How Much Eye Candy Does a Website Really Need?

There are now literally billions of pages on the web. Some are more functional than others. Some are more relevant. Some even look a lot prettier than anything else online. But to that last point, how much eye candy does a website really need? Ask five web developers and you might get five different answers.

Companies that provide web development services take a different approach to the eye candy issue. On the one hand, too much eye candy can make a website slow. It can make it look and feel cluttered. On the other hand, a website that looks too basic and no frills might be a turn-off to a modern audience that expects more.

User Experience Is What Matters

Webtek Digital Marketing is a Salt Lake City SEO and digital marketing firm with clients nationwide. They have been at this for many years. Their experts say that when it comes to how the eye candy question, a more important consideration is user experience. User experience is what matters in the end.

It is absolutely important to pay attention to things like technical SEO, content marketing, keyword research, and so forth. But all those other things matter little at the point where visitor meets web page. At that point, how a visitor feels about their experience largely determines what happens as a result of that experience.

For example, a website that is difficult to navigate is one that struggles to hold visitors. People do not usually stick around if it takes too much work to find what they are looking for. Similarly, a website that is difficult to read because of the chosen font and color scheme will not retain visitors. So web development pros must be just as diligent with aesthetic appeal as they are a website’s technical aspects.

Eye Candy Elicits Different Reactions

The other thing about website eye candy is that it elicits different reactions from website visitors. Beauty is in the eye of the beholder, right? What one person finds excessive another might feel is just right. What one visitor considers ugly might look gorgeous to someone else. It is all too subjective to make black-and-white judgments.

All of this leads to an obvious question: if there are no black-and-white standards, how is a web developer to know whether the eye candy is too much? It is really an artistic sort of thing. Despite the highly technical nature of web development services, there is a certain amount of creativity and artistic license involved.

For that very reason, web development service providers tend to bring in at least a few team members with an artistic bent. Creatives with a natural talent for things like graphic arts and color schemes also have an innate ability to look at a website and determine if its eye candy is too much or too little. It is more a matter of interpretation than science.

That is What Testing Is For

Figuring out how much eye candy to put on a website starts with creativity, but it ends with testing. A smart web development service provider will put a website through A/B testing before ever launching. A/B testing puts a new design through its paces by way of real human testers capable of offering valuable feedback.

How much eye candy does a website really need? That is open to interpretation. Perhaps a better way to look at it is to figure out how to make the user experience as positive as possible and then focus on that. A positive user experience is what ultimately gets results.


### Problem statement
In the material below, find each line with the word "chart" and copy it.

### Study material
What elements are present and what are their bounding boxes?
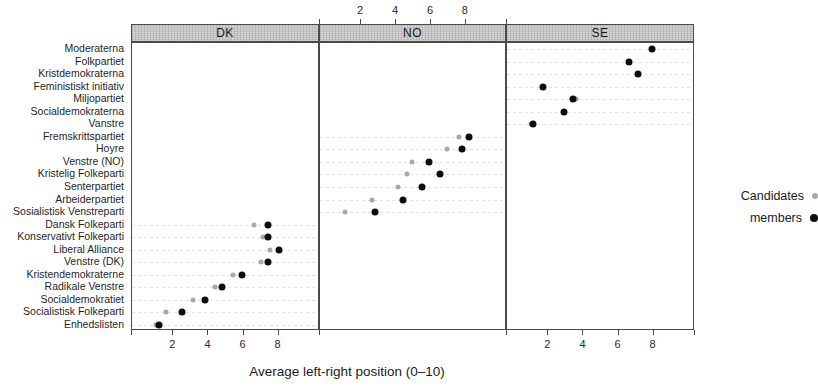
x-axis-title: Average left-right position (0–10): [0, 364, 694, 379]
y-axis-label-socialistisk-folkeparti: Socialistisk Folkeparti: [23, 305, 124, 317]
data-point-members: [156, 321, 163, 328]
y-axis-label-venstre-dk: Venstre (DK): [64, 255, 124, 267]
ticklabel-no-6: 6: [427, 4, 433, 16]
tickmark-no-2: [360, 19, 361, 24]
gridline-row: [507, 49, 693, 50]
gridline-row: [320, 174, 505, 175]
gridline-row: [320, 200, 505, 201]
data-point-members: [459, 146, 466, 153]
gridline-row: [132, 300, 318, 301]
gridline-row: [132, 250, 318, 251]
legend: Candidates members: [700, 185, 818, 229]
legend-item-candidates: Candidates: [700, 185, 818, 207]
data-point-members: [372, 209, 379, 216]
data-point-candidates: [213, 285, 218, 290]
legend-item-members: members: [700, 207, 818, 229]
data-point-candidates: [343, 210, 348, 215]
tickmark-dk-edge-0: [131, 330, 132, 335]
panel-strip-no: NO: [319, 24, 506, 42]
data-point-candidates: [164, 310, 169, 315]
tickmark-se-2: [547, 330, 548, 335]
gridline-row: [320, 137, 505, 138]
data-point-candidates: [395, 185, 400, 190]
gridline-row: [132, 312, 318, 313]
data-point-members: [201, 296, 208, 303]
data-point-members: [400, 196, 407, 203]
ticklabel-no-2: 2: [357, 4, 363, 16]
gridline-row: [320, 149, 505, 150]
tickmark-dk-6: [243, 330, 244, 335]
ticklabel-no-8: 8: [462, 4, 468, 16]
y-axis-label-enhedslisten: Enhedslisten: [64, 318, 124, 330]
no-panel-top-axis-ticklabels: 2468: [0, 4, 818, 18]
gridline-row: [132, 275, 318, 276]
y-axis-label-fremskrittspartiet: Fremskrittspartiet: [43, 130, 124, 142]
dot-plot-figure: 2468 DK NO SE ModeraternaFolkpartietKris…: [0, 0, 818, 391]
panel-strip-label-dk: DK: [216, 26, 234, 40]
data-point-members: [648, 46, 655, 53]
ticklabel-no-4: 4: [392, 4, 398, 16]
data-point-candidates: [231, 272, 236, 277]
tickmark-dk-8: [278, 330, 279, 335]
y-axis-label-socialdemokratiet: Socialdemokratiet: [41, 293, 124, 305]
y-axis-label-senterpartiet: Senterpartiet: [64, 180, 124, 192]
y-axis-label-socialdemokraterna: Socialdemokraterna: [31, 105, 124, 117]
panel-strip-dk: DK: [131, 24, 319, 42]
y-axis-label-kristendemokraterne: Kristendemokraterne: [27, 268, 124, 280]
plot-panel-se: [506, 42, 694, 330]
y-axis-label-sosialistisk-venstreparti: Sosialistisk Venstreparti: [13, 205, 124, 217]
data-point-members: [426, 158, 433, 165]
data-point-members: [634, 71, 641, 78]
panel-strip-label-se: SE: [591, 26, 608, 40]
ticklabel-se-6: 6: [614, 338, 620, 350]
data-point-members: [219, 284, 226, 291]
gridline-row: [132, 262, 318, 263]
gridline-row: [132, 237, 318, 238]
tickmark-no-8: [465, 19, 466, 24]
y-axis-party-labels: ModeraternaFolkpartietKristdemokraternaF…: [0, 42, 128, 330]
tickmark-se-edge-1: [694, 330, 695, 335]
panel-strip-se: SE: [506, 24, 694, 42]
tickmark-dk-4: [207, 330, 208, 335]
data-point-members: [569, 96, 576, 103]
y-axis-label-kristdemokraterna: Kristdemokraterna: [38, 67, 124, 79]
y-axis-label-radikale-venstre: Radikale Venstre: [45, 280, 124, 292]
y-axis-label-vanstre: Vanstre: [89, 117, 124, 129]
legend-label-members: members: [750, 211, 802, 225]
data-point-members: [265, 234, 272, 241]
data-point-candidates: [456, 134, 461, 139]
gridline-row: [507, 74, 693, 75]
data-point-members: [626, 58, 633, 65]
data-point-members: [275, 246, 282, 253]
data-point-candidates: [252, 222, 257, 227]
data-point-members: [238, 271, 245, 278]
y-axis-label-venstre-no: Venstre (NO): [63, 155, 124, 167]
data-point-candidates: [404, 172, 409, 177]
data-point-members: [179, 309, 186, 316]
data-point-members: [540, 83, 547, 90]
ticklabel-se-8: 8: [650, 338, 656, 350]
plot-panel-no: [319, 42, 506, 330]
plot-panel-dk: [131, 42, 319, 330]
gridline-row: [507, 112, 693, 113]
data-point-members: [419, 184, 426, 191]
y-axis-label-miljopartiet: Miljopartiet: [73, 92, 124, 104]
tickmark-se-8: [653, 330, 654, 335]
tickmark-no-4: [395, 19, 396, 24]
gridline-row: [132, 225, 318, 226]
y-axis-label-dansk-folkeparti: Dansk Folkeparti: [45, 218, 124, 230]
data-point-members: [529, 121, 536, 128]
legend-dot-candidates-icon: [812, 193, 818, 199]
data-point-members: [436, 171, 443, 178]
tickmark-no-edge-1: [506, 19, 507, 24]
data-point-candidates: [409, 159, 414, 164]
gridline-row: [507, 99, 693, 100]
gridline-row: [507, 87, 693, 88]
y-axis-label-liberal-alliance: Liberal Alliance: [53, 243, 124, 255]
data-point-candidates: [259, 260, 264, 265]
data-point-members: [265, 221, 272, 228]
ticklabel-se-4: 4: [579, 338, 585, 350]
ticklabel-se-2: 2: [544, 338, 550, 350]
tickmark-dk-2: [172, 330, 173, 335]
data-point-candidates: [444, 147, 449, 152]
...
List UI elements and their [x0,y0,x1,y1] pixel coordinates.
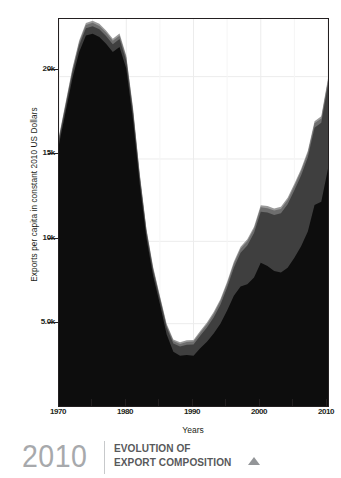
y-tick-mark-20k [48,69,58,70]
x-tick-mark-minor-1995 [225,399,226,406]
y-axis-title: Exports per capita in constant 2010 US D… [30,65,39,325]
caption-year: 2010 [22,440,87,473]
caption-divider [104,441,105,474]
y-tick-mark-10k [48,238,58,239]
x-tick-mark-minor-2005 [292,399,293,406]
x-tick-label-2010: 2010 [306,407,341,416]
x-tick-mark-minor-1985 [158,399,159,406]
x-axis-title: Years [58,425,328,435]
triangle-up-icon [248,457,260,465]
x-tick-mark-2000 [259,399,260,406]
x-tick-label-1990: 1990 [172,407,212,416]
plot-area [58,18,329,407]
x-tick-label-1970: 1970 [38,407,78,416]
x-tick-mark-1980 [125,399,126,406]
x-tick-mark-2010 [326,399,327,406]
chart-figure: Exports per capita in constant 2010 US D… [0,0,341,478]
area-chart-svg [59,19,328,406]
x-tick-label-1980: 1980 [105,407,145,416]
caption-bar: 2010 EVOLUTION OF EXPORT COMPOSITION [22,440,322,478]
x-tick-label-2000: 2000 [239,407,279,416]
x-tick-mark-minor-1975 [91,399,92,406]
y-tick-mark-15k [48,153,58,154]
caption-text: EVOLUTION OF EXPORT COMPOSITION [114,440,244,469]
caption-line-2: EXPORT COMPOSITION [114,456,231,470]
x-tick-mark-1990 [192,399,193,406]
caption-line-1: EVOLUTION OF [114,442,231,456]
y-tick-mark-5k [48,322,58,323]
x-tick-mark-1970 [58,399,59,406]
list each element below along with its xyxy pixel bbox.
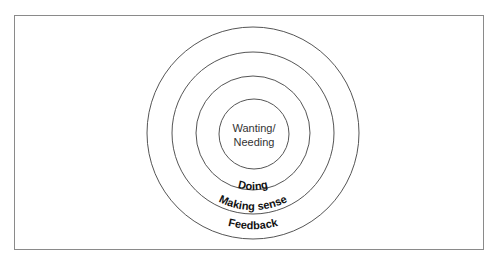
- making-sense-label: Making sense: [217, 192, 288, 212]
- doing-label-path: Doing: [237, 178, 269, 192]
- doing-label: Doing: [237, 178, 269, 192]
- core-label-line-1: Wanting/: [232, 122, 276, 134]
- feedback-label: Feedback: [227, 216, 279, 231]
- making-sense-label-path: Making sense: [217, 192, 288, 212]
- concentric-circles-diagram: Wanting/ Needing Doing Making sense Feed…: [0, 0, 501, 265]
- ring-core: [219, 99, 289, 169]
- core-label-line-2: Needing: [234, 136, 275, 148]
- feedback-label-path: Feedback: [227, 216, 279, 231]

### Exercise result
chart-figure: Exports per capita in constant 2010 US D… [0,0,341,478]
area-chart-svg [59,19,328,406]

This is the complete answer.